Effects of osmotic stress on mast cell vesicles of the beige mouse
- PMID: 1593615
- DOI: 10.1007/BF00231914
Effects of osmotic stress on mast cell vesicles of the beige mouse
Abstract
The large size of the vesicles of beige mouse peritoneal mast cells (4 microns in diameter) facilitated the direct observation of the individual osmotic behavior of vesicles. The vesicle diameter increased as much as 73% when intact cells were perfused with a 10 mM pH buffer solution; the swelling of the vesicle membranes exceeded that of the insoluble vesicle gel matrix, which resulted in the formation of a clear space between the optically dense gel matrix and the vesicle membrane. Hypertonic solutions shrank intact vesicles of lysed cells in a nonideal manner, suggesting a limit to the compressibility of the gel matrix. The nonideality at high osmotic strengths can be adequately explained as the consequence of an excluded volume and/or a three-dimensional gel-matrix spring. The observed osmotic activity of the vesicles implies that the great majority of the histamine known to be present is reversibly bound to the gel matrix. This binding allows vesicles to store a large quantity of transmitter without doing osmotic work. The large size of the vesicles also facilitated the measurement of the kinetics of release as a collection of individual fusion events. Capacitance measurements in beige mast cells revealed little difference in the kinetics of release in hypotonic, isotonic, and hypertonic solutions, thus eliminating certain classes of models based on the osmotic theory of exocytosis for mast cells.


## Exercise prompt
Using the data below, copy every line that contains the word "shade".

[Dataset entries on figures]
--------
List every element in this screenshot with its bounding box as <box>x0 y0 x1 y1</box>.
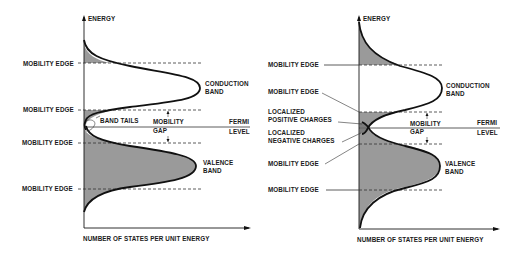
band-diagram-figure: ENERGY MOBILITY EDGE MOBILITY EDGE MOBIL… <box>0 0 523 260</box>
right-conduction-band-label: BAND <box>446 90 465 97</box>
left-conduction-band-label: BAND <box>205 88 224 95</box>
left-x-axis-label: NUMBER OF STATES PER UNIT ENERGY <box>83 235 210 242</box>
right-mobility-edge-label-1: MOBILITY EDGE <box>268 61 319 68</box>
right-x-axis-arrow-icon <box>493 227 500 231</box>
right-positive-charges-leader <box>338 122 362 124</box>
right-valence-band-shade <box>359 144 440 228</box>
left-fermi-label: FERMI <box>229 118 249 125</box>
right-mobility-edge-2-leader <box>322 93 359 112</box>
left-gap-arrow-up-icon <box>167 111 170 114</box>
right-mobility-edge-3-leader <box>325 144 359 164</box>
right-localized-positive-label-1: LOCALIZED <box>268 108 305 115</box>
right-localized-negative-label-2: NEGATIVE CHARGES <box>268 137 335 144</box>
left-panel: ENERGY MOBILITY EDGE MOBILITY EDGE MOBIL… <box>22 15 251 242</box>
right-gap-arrow-down-icon <box>426 140 429 143</box>
left-gap-arrow-down-icon <box>167 139 170 142</box>
right-mobility-edge-label-4: MOBILITY EDGE <box>268 186 319 193</box>
left-valence-band-shade <box>84 128 196 212</box>
right-negative-charges-leader <box>342 133 361 142</box>
right-y-axis-label: ENERGY <box>363 15 391 22</box>
left-x-axis-arrow-icon <box>244 226 251 230</box>
left-mobility-edge-label-1: MOBILITY EDGE <box>23 60 74 67</box>
right-localized-positive-label-2: POSITIVE CHARGES <box>268 116 332 123</box>
left-valence-label: VALENCE <box>203 159 233 166</box>
left-band-tails-label: BAND TAILS <box>100 117 139 124</box>
right-mobility-label: MOBILITY <box>410 120 442 127</box>
left-mobility-label: MOBILITY <box>153 118 185 125</box>
right-level-label: LEVEL <box>477 129 498 136</box>
left-valence-band-label: BAND <box>203 167 222 174</box>
left-level-label: LEVEL <box>229 128 250 135</box>
left-gap-label: GAP <box>153 127 167 134</box>
right-fermi-label: FERMI <box>477 119 497 126</box>
left-mobility-edge-label-2: MOBILITY EDGE <box>23 106 74 113</box>
right-panel: ENERGY MOBILITY EDGE MOBILITY EDGE LOCAL… <box>268 15 500 243</box>
right-conduction-upper-shade <box>359 22 400 65</box>
left-conduction-label: CONDUCTION <box>205 80 249 87</box>
right-conduction-label: CONDUCTION <box>446 82 490 89</box>
right-valence-band-label: BAND <box>445 168 464 175</box>
right-gap-arrow-up-icon <box>426 113 429 116</box>
right-mobility-edge-label-3: MOBILITY EDGE <box>268 160 319 167</box>
right-y-axis-arrow-icon <box>357 15 361 21</box>
right-mobility-edge-label-2: MOBILITY EDGE <box>268 88 319 95</box>
left-y-axis-arrow-icon <box>82 15 86 21</box>
left-mobility-edge-label-3: MOBILITY EDGE <box>22 139 73 146</box>
right-gap-label: GAP <box>410 128 424 135</box>
right-x-axis-label: NUMBER OF STATES PER UNIT ENERGY <box>357 236 484 243</box>
left-y-axis-label: ENERGY <box>88 15 116 22</box>
left-mobility-edge-label-4: MOBILITY EDGE <box>22 185 73 192</box>
right-localized-negative-label-1: LOCALIZED <box>268 129 305 136</box>
right-valence-label: VALENCE <box>445 160 475 167</box>
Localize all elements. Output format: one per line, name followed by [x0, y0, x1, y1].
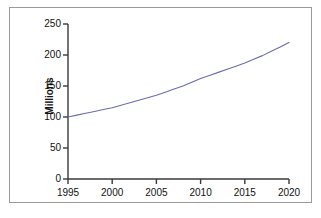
--------
## Exercise answer
right-valence-band-shade <box>359 144 440 228</box>
left-valence-band-shade <box>84 128 196 212</box>
right-conduction-upper-shade <box>359 22 400 65</box>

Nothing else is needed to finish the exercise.